Thursday, September 10, 2009

Birds "Transform" Themselves in Preparation for Migration



As fall approaches, millions of birds across North America prepare for their migration to warmer climes. Many species fly for thousands of miles, often without stopping.

At their baseline state, migratory birds are already equipped with evolutionary tools such as hollow bones and optical compasses and lungs that provide purer oxygen than is breathed by any mammal. But when dwindling sunlight triggers their migratory physiology, they undergo many more fascinating changes.

In just a few days, their food intake rises by multiple orders of magnitude — the equivalent of having a hamburger for lunch on Monday, and 100 hamburgers on Friday. Even seed-eaters switch to insect-heavy diets rich in energy-dense polyunsaturated fats.

The fat is packed on aerodynamically, tucked in the lower back and wherever else it won’t add much drag. Some species, such as warblers, which can weigh less than an ounce but fly 2,500 miles without resting, double their body weights in preparation for the voyage.

In order to keep pace with the dietary influx, the birds’ digestive organs expand. Even the cells of their stomachs swell. But shortly before takeoff, with no more need for this extra bulk, their guts shrink back to size.

In the meantime, the birds’ pectoral muscles become thicker and denser. The pecs of the red knot, a shorebird that makes 2,000 mile-long migratory flights, swell by 40 percent.

Much of this added muscle mass will be burned for in-flight energy, but most of their fuel comes from fat. Unlike mammals, who fuel endurance exertion with protein and carbohydrates before switching — a transition felt as “hitting the wall” — birds start by burning fat, and use only the minimum of protein needed to keep their brains running. They never hit the wall.

To better turn fat to fuel, their bodies boost production of fat-metabolizing proteins. In sparrows, levels of the proteins double from their usual rates. To further feed their cells, extra oxygen-carrying hemoglobin protein is pumped into the blood, right up to the limit where it would be too thick to flow.

Some species do rest during migration, stopping for a few weeks before crossing some especially vast and barren expanse, such as the Sahara. Even in this brief time, red knots’ pectorals will shrink at first, and their legs and stomachs swell. When the birds are done eating and ready to fly again, the process will be reversed. Their hearts grow the whole time.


(Required action): Below are some entries. Copy each line in them that holds "Reagan".
◇ ◇ ◇ ◇
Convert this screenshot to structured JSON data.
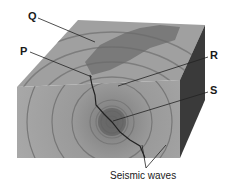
{
  "diagram": {
    "labels": {
      "Q": "Q",
      "P": "P",
      "R": "R",
      "S": "S"
    },
    "caption": "Seismic waves",
    "colors": {
      "top_face": "#9a9a9a",
      "front_face": "#8a8a8a",
      "side_face": "#3a3a3a",
      "fault": "#222222",
      "wave_rings": "#6a6a6a"
    }
  }
}
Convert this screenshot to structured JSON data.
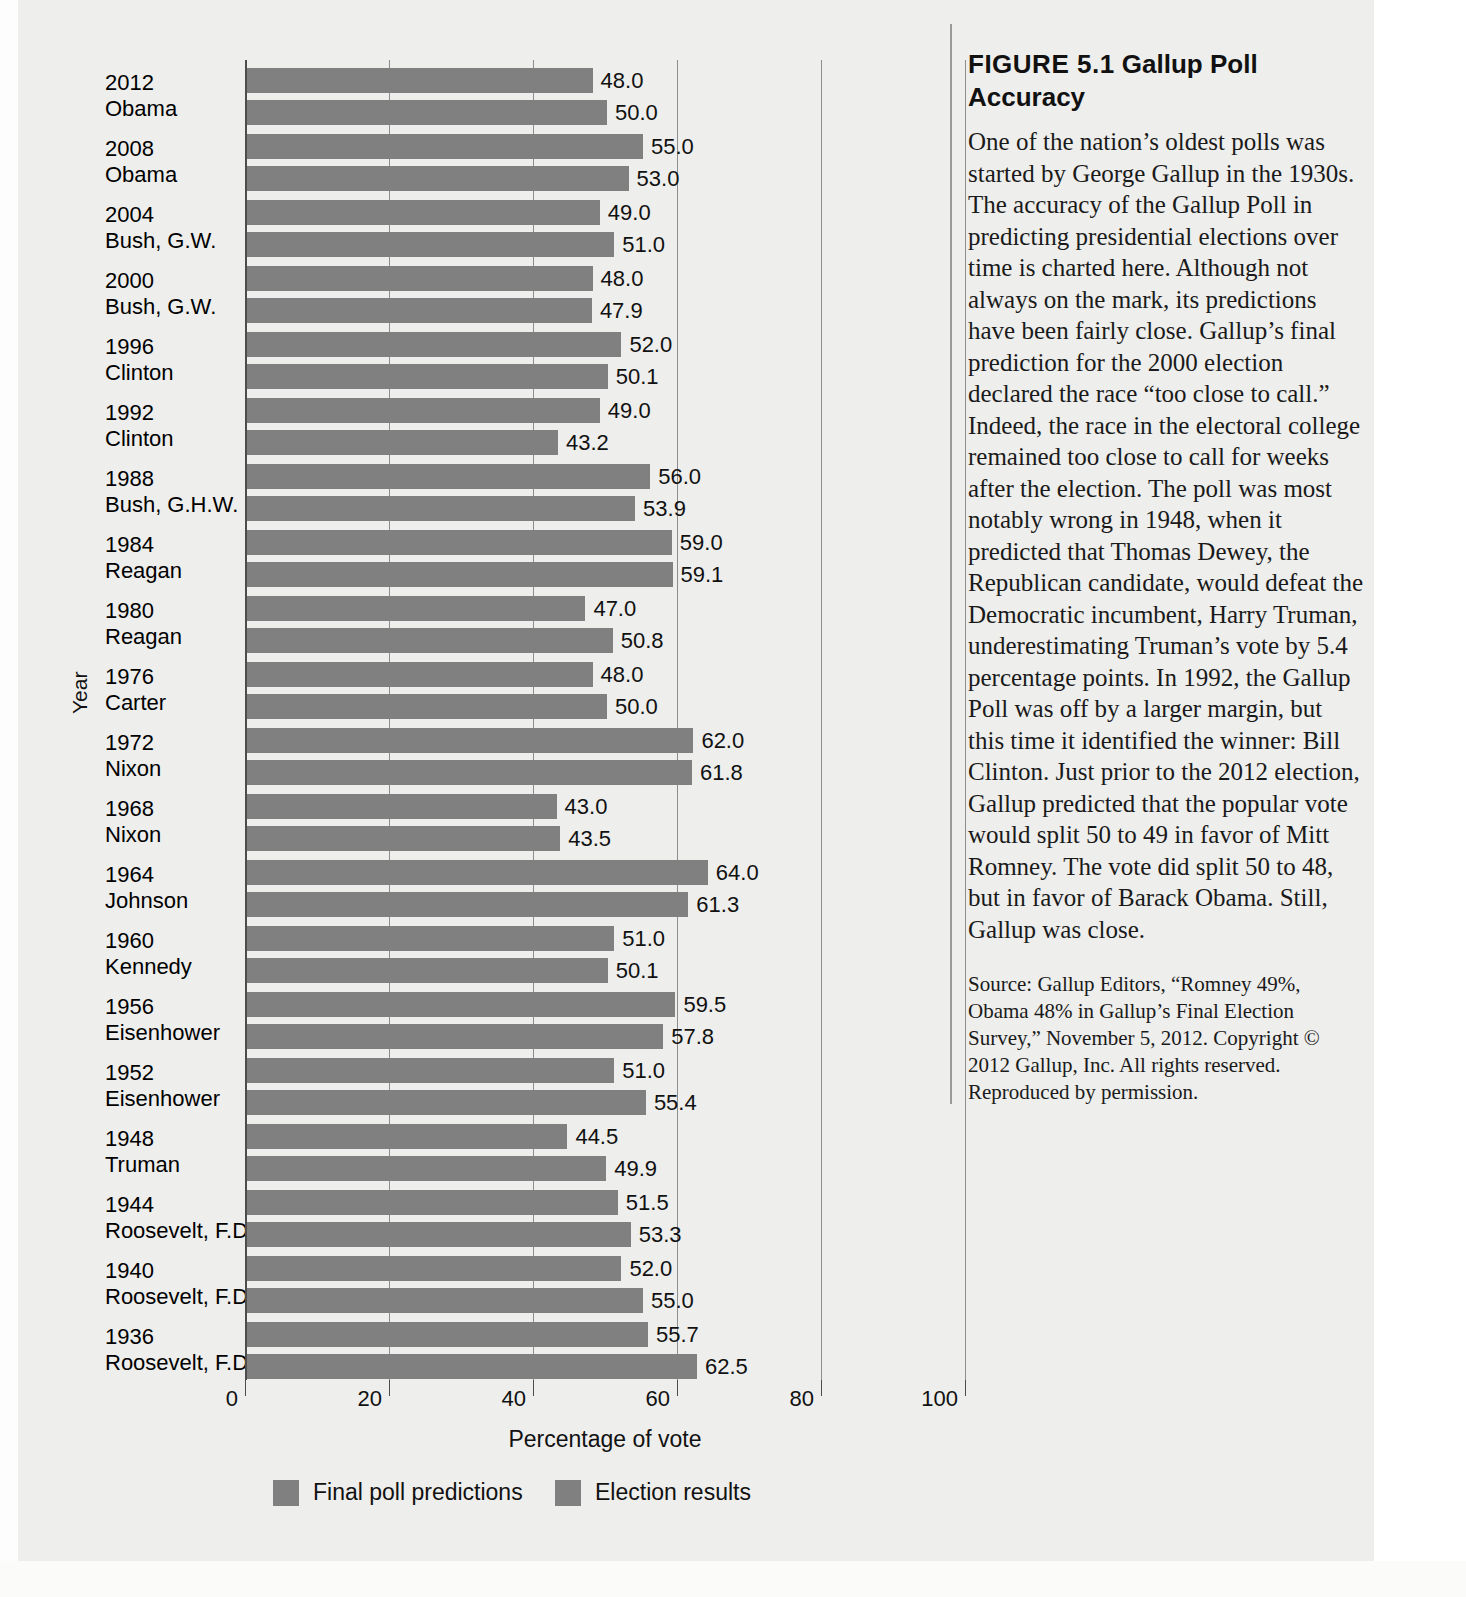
{
  "figure": {
    "title_prefix": "FIGURE 5.1",
    "title_main": "Gallup Poll Accuracy",
    "body": "One of the nation’s oldest polls was started by George Gallup in the 1930s. The accuracy of the Gallup Poll in predicting presidential elections over time is charted here. Although not always on the mark, its predictions have been fairly close. Gallup’s final prediction for the 2000 election declared the race “too close to call.” Indeed, the race in the electoral college remained too close to call for weeks after the election. The poll was most notably wrong in 1948, when it predicted that Thomas Dewey, the Republican candidate, would defeat the Democratic incumbent, Harry Truman, underestimating Truman’s vote by 5.4 percentage points. In 1992, the Gallup Poll was off by a larger margin, but this time it identified the winner: Bill Clinton. Just prior to the 2012 election, Gallup predicted that the popular vote would split 50 to 49 in favor of Mitt Romney. The vote did split 50 to 48, but in favor of Barack Obama. Still, Gallup was close.",
    "source": "Source: Gallup Editors, “Romney 49%, Obama 48% in Gallup’s Final Election Survey,” November 5, 2012. Copyright © 2012 Gallup, Inc. All rights reserved. Reproduced by permission."
  },
  "chart_data": {
    "type": "bar",
    "orientation": "horizontal",
    "title": "Gallup Poll Accuracy",
    "xlabel": "Percentage of vote",
    "ylabel": "Year",
    "xlim": [
      0,
      100
    ],
    "xticks": [
      0,
      20,
      40,
      60,
      80,
      100
    ],
    "xtick_labels": [
      "0",
      "20",
      "40",
      "60",
      "80",
      "100"
    ],
    "grid": true,
    "legend_position": "bottom",
    "bar_color": "#808080",
    "categories": [
      "2012 Obama",
      "2008 Obama",
      "2004 Bush, G.W.",
      "2000 Bush, G.W.",
      "1996 Clinton",
      "1992 Clinton",
      "1988 Bush, G.H.W.",
      "1984 Reagan",
      "1980 Reagan",
      "1976 Carter",
      "1972 Nixon",
      "1968 Nixon",
      "1964 Johnson",
      "1960 Kennedy",
      "1956 Eisenhower",
      "1952 Eisenhower",
      "1948 Truman",
      "1944 Roosevelt, F.D.",
      "1940 Roosevelt, F.D.",
      "1936 Roosevelt, F.D."
    ],
    "category_years": [
      "2012",
      "2008",
      "2004",
      "2000",
      "1996",
      "1992",
      "1988",
      "1984",
      "1980",
      "1976",
      "1972",
      "1968",
      "1964",
      "1960",
      "1956",
      "1952",
      "1948",
      "1944",
      "1940",
      "1936"
    ],
    "category_names": [
      "Obama",
      "Obama",
      "Bush, G.W.",
      "Bush, G.W.",
      "Clinton",
      "Clinton",
      "Bush, G.H.W.",
      "Reagan",
      "Reagan",
      "Carter",
      "Nixon",
      "Nixon",
      "Johnson",
      "Kennedy",
      "Eisenhower",
      "Eisenhower",
      "Truman",
      "Roosevelt, F.D.",
      "Roosevelt, F.D.",
      "Roosevelt, F.D."
    ],
    "series": [
      {
        "name": "Final poll predictions",
        "values": [
          48.0,
          55.0,
          49.0,
          48.0,
          52.0,
          49.0,
          56.0,
          59.0,
          47.0,
          48.0,
          62.0,
          43.0,
          64.0,
          51.0,
          59.5,
          51.0,
          44.5,
          51.5,
          52.0,
          55.7
        ],
        "labels": [
          "48.0",
          "55.0",
          "49.0",
          "48.0",
          "52.0",
          "49.0",
          "56.0",
          "59.0",
          "47.0",
          "48.0",
          "62.0",
          "43.0",
          "64.0",
          "51.0",
          "59.5",
          "51.0",
          "44.5",
          "51.5",
          "52.0",
          "55.7"
        ]
      },
      {
        "name": "Election results",
        "values": [
          50.0,
          53.0,
          51.0,
          47.9,
          50.1,
          43.2,
          53.9,
          59.1,
          50.8,
          50.0,
          61.8,
          43.5,
          61.3,
          50.1,
          57.8,
          55.4,
          49.9,
          53.3,
          55.0,
          62.5
        ],
        "labels": [
          "50.0",
          "53.0",
          "51.0",
          "47.9",
          "50.1",
          "43.2",
          "53.9",
          "59.1",
          "50.8",
          "50.0",
          "61.8",
          "43.5",
          "61.3",
          "50.1",
          "57.8",
          "55.4",
          "49.9",
          "53.3",
          "55.0",
          "62.5"
        ]
      }
    ]
  }
}
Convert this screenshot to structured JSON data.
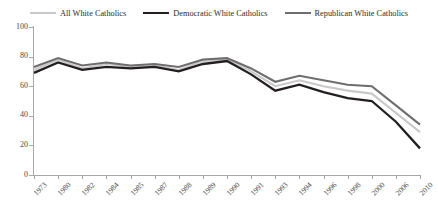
{
  "chart_data": {
    "type": "line",
    "title": "",
    "subtitle": "",
    "xlabel": "",
    "ylabel": "",
    "ylim": [
      0,
      100
    ],
    "ytick_values": [
      0,
      20,
      40,
      60,
      80,
      100
    ],
    "ytick_labels": [
      "0",
      "20",
      "40",
      "60",
      "80",
      "100"
    ],
    "grid": false,
    "legend_position": "top-center",
    "categories": [
      "1973",
      "1980",
      "1982",
      "1984",
      "1985",
      "1987",
      "1988",
      "1989",
      "1990",
      "1991",
      "1993",
      "1994",
      "1996",
      "1998",
      "2000",
      "2006",
      "2010"
    ],
    "series": [
      {
        "name": "All White Catholics",
        "color": "#c9c9c9",
        "width": 2.1,
        "values": [
          71,
          78,
          72,
          75,
          73,
          74,
          71,
          77,
          78,
          70,
          60,
          64,
          60,
          57,
          55,
          42,
          29
        ]
      },
      {
        "name": "Democratic White Catholics",
        "color": "#231f20",
        "width": 2.3,
        "values": [
          69,
          76,
          71,
          73,
          72,
          73,
          70,
          75,
          77,
          68,
          57,
          61,
          56,
          52,
          50,
          36,
          18
        ]
      },
      {
        "name": "Republican White Catholics",
        "color": "#6e6e6e",
        "width": 2.1,
        "values": [
          73,
          79,
          74,
          76,
          74,
          75,
          73,
          78,
          79,
          72,
          63,
          67,
          64,
          61,
          60,
          47,
          34
        ]
      }
    ]
  },
  "legend": {
    "items": [
      {
        "label": "All White Catholics",
        "color": "#c9c9c9"
      },
      {
        "label": "Democratic White Catholics",
        "color": "#231f20"
      },
      {
        "label": "Republican White Catholics",
        "color": "#6e6e6e"
      }
    ]
  }
}
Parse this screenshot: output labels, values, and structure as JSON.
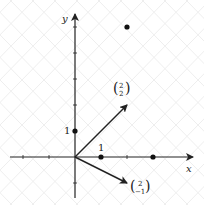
{
  "diagram": {
    "axes": {
      "x_label": "x",
      "y_label": "y",
      "x_range": [
        -3,
        3.5
      ],
      "y_range": [
        -1.5,
        5.5
      ]
    },
    "tick_labels": {
      "x_one": "1",
      "y_one": "1"
    },
    "points": [
      {
        "x": 0,
        "y": 1
      },
      {
        "x": 1,
        "y": 0
      },
      {
        "x": 3,
        "y": 0
      },
      {
        "x": 2,
        "y": 5
      }
    ],
    "vectors": [
      {
        "x": 2,
        "y": 2,
        "top": "2",
        "bottom": "2"
      },
      {
        "x": 2,
        "y": -1,
        "top": "2",
        "bottom": "−1"
      }
    ]
  }
}
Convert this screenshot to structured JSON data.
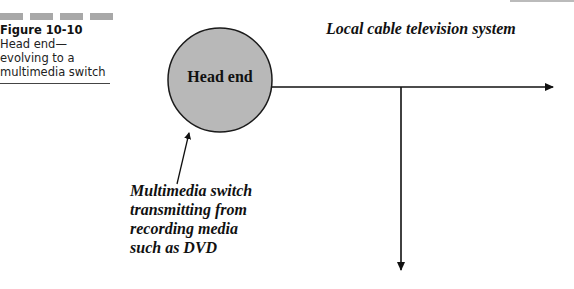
{
  "figure": {
    "number_label": "Figure 10-10",
    "caption": "Head end—evolving to a multimedia switch"
  },
  "diagram": {
    "system_label": "Local cable television system",
    "node": {
      "label": "Head end",
      "fill_color": "#b8b8b8",
      "stroke_color": "#1a1a1a"
    },
    "source_annotation": {
      "lines": [
        "Multimedia switch",
        "transmitting from",
        "recording media",
        "such as DVD"
      ]
    },
    "connections": [
      {
        "from": "Head end",
        "to": "right (distribution trunk)",
        "direction": "right"
      },
      {
        "from": "trunk branch",
        "to": "down (subscriber feed)",
        "direction": "down"
      },
      {
        "from": "Multimedia switch annotation",
        "to": "Head end",
        "direction": "up"
      }
    ]
  }
}
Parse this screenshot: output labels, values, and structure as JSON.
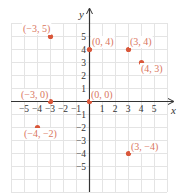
◇ ◇ ◇ ◇
(Response area):
      "1984 Reagan",
      "1980 Reagan",
      "Reagan",
      "Reagan",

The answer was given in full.